“I complicate things?" Nat asked.
"You scare me," Jane said, finally looking Nat in the eyes.
“You want Red and"
"I want Red to be happy. And I've never seen her as happy as she is with you." Nat smiled. "Sure, I wanted her available so we could play our stupid little drama out every time I came around. I knew that wasn't going to last. But I'm going to be around a lot more, assuming the universe still exists in a week or so. The Strays need my help and, quite frankly, I miss these guys. I know you're freaked about me being around. You don't need to be. Red is yours. But you're going to have to accept my presence. Red seems to think you've got a little iron in your spine that most people can't see.
I hope she's right. I'd like to be friends Jane. But that would take two of us."
Jane was staring at her shoes and gripping the hem of her mustard-yellow work smock. "I'd like that," she said softly. "She always says you brought out the best in her." Jane raised her face again. "That counts for something."
"I may have brought it out, but you get to keep it. I'd say that puts you ahead." Natasha was pleased that Jane was smiling now.
"What was she like?" Jane asked. "When you first met her? She said she was . . . butch?"
Nat laughed outright at that. "You have no idea. She "INTRUDERS!" came a shout from Shield. He had reestablished a warning system a hundred yards or so out around the complex, and it was triggering alarms in his brain.
The lycanthropes immediately went to the windows and sniffed the wind.
"Hellspawn?! Again?!" Michael exclaimed.
"And Shadow Hounds," Mindy added. "Together? Those things never .
"Cravens," Besla said. While a harpies sense of smell was not nearly what her comrades was, she could hear the shrieks of the winged demons in the distance.
“Damn it!" Tarloh said. They just were never going to get any rest.
“Why the hell..."
"It's the Elder God," Jane said. Part of the Shoggoth would always be stuck in the back of her mind, and she suddenly sensed a familiar energy. But the Master's power dwarfed its servant's, even when trapped in another dimension. "Somehow it's directing them."
"Shit," Red growled. "It knows we've got something that could stop it from escaping."
Lothar nodded. “It may not be able to get at us directly, but anything that has any magical sense knows its coming by now. Every living thing is going to have to choose a side, and my guess is they've made their decision."
“They've chosen death then," Red replied grimly. It was time to do what she did best. She looked at the assembled forces, all of whom seemed to turn instinctively to her. Even Besla and her Raptors were listening.
“Okay folks," she started, “here's what we're going to do. They're coming in from the west. Besla, get the Raptors out the back. Fly up but stay out of the moon. Wait until their forwards are in, then attack their rear. Get them to panic when their forces are split."

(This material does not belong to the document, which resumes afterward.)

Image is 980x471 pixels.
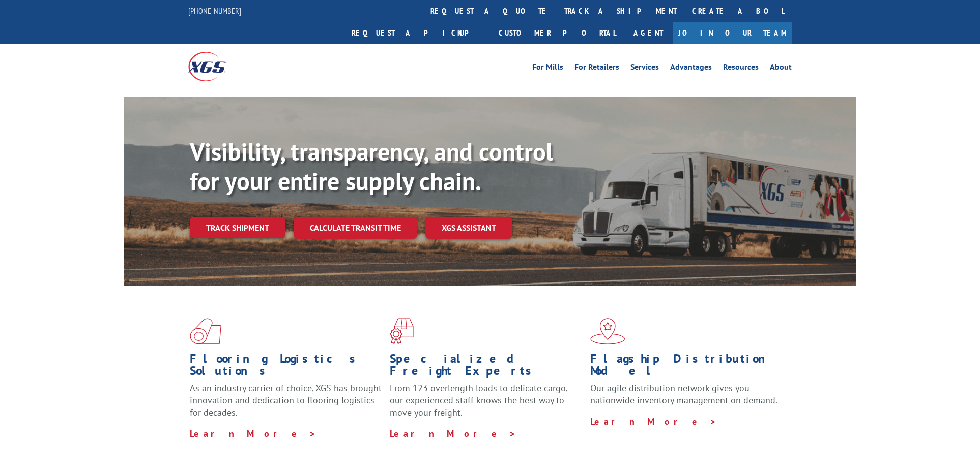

She watched as Besla nodded and the Raptors fluttered, pattered and slithered out the back. "Shield . . ."
"Yes ma'am?"
"Don't bother trying to cover all the exits. Hold the main doors.
Make ‘em come in one at a time through the others. That gives us four points of attack. Gruesome threesome," she said to Mindy, Matthew and Michael. Take the corner next to the kitchen. Johan, Snake and Nat," she said, “you three are upstairs next to the railing. Nat, you take point on that." She looked at her co-leader."